The vehicles in the convoy were armored SUVs, which are often used to transport military officers and diplomats around the city. One was flipped by the force of the explosion and the one behind it was reduced to a scorched, shattered hulk. U.S. troops quickly secured the site, evacuated the wounded and inspected the wreckage.

NATO and the U.S. Embassy condemned the attack, which -- like many bombings targeting convoys or military installations -- killed mainly noncombatants. Afghanistan’s Interior Ministry described 12 of the dead as “innocent civilians” and said nearly 50 other people, mainly passers-by, were hurt.

“This sort of desperate brutality and aggression reminds us of the pessimism of an enemy who seek to kill the innocent and stop the progress necessary for a better Afghanistan,” NATO’s International Security Assistance Force said in a statement.

The Taliban claimed responsibility for the bombing, which marked the first major attack in the capital since February, when assailants killed 16 people at two small guesthouses in the city center.
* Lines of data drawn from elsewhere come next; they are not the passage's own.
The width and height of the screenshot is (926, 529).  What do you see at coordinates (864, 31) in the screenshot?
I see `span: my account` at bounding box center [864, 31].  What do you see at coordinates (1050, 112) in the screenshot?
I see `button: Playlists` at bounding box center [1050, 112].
Security was tightened in the wake of that incident, but bombers routinely penetrate even the most heavily guarded precincts of the capital.

The strike also came shortly before President Hamid Karzai held a news conference in which he portrayed his trip last week to the United States as an opportunity to press the Obama administration to reduce Afghan civilian casualties in the fighting between Western troops and insurgents. The trip followed months of tensions between the U.S. administration and Karzai’s own.

Tuesday’s attack left many residents of the capital feeling rattled and insecure. Afghans often complain that the government is not capable of preventing insurgent strikes in the heart of Kabul, although police often tout the breaking up of suicide cells and the captures of other would-be attackers.